Looking back on 65 years

Wānaka retirees Eleanor, 85, and John, 86, Lischner look through photographs from their wedding...
Wānaka retirees Eleanor, 85, and John, 86, Lischner look through photographs from their wedding day which took place at Tapanui Presbyterian Church on May 15, 1959. PHOTO: MARJORIE COOK
For rural Otago teenagers, Eleanor Roulston and John Lischner there was never a proposal. They just understood they would get married.

More than 120 people turned up to their wedding at the Tapanui Presbyterian Church on May 15, 1959. 

Tomorrow, the Wānaka retirees will celebrate their 65th anniversary with family.

"I don’t know if it was so much a matter of proposing as a discussion between the two of us and agreement," Mr Lischner recalled.

After first meeting at the Tapanui movies, and then going to a birthday party together, the teenagers began "semi-regular" dating.

"He just kept asking me out because we used to have balls every Friday night, a netball dance or a tennis dance on Saturdays. Our weekends were very social," Mrs Lischner said.

The Otago-born and raised couple owned the Tapanui Butchery for many years before they moved to Canterbury to focus on breeding and training racehorses.

In 2011, they retired fulltime to Wānaka, where they had enjoyed many summer holidays.

"It is 65 years. I wonder where it has all gone to. And I would be happy for it carry on for many more years," Mrs Lischner said.

Eleanor and John Lischner were married in Tapanui on 15 May 1959. PHOTO SUPPLIED
Eleanor and John Lischner were married in Tapanui on 15 May 1959. PHOTO SUPPLIED
Mr Lischner was born in 1937 and educated in Tapanui, West Otago, until he finished primary school.

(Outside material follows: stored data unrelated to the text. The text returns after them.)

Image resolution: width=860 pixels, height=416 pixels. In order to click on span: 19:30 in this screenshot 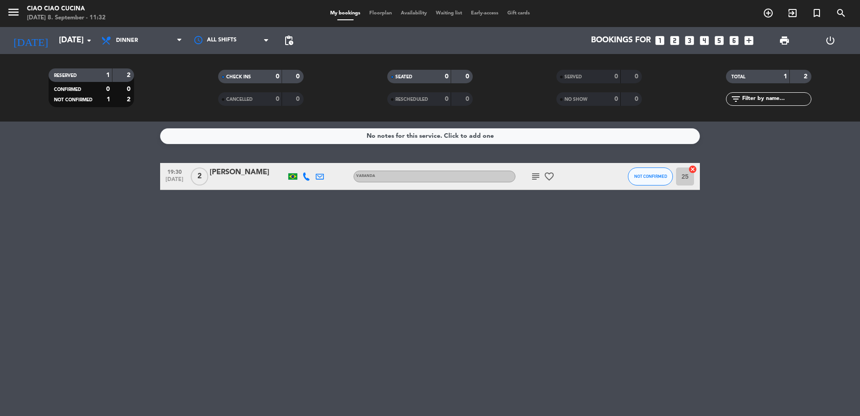, I will do `click(175, 171)`.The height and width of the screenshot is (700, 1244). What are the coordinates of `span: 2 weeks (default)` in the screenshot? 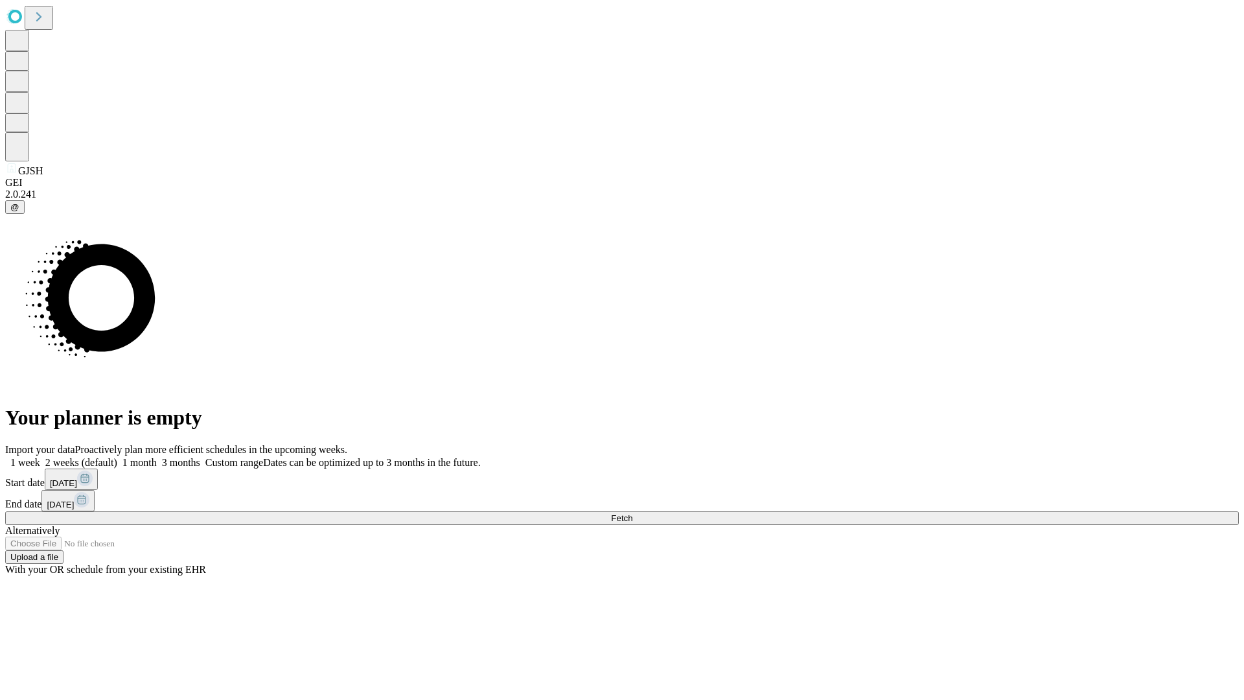 It's located at (81, 462).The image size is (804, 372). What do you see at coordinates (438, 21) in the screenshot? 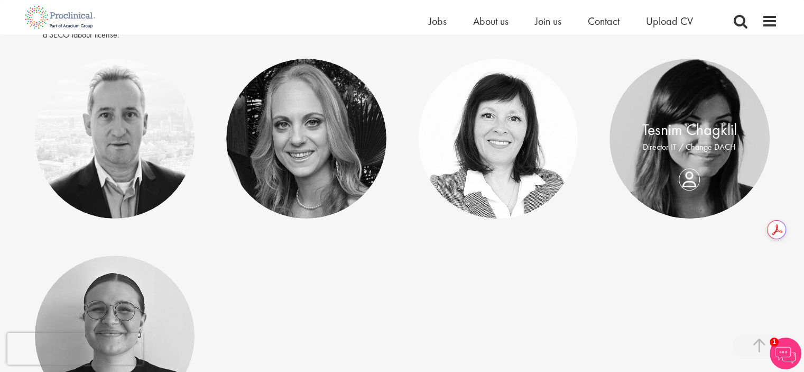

He spent his third and fourth form years at John McGlashan, in Dunedin, before deciding to return home to work for the family.

He earned five pound and two ($5.13) for his first fortnight. Sausages were 29 cents a kilo.

Mrs Lischner was born in 1938 at Balclutha and raised at Toropuke farm near Heriot. 

She boarded at Gore High School and thought to study nursing or accounting, but went home aged 16 because her mother was injured.

She cared for her mum and cooked for seven men. 

"It was unreal. I still don’t know how I got through that," she laughed.

They were the third generation of Lischners at the butchery, taking over fully in 1961.

"It was very antiquated, I tell you," Mr Lischner said.

"It was physical manual work. There was electricity in the town, but not at the butchery. We had to haul water from a hole in the creek to wash floors and the yards."

Power got to the shop in the 1970s.

Mrs Lischner did the accounts, paid wages, and raised three children: Keith (born 1960, died aged 50), Lynley (born 1962) and Kim (born 1963).

They belonged to many West Otago sports clubs and societies. 

Mr Lischner also served on the Tapanui District Borough Council and other organisations. 

When they had Tapanui Butchery the business would, among other things, make about one tonne of sausages a week, using locally-sourced meat and a secret recipe of herbs and spices. People would travel to get them.

Gradually more people got cars and shopped in town, which affected rural shops.

New rules forced rural slaughterhouses to close down. Meat processing and packaging changed. 

The Lischners attended industry seminars to learn about innovations.

Mr Lischner was not sure if his customers would like them so decided to do both — the old and the new way.

The customer area was renovated for refrigerated packaged meat displays while the butchery kept its formica walls and rubber floor mats.

In 1998, they had a "senior moment", sold the butchery and moved to Ashburton to begin breeding and training racehorses.

Mr Lischner had already started this successful "hobby" in Tapanui.

After 17 years in Ashburton, they moved to West Melton to help set up a training facility.

Over time, they produced 563 race winners for stakes more than of $4million and Mr Lischner was inducted into the Addington Hall of Fame in 2014.

Mr Lischner said their story was a joint one. 

"Eleanor was involved in everything I did and we worked together."

After three years at West Melton, they moved into Christchurch city to be closer to grandchildren,  then moved to Wānaka after the Christchurch earthquakes.

Their daughter, Kim Crawford, said her parents were "a great team" and "absolute role models".

Her parents could have done anything they wanted, but were restricted by the era they were born into. Nevertheless, they took opportunities and made the most of their lives, Mrs Crawford said.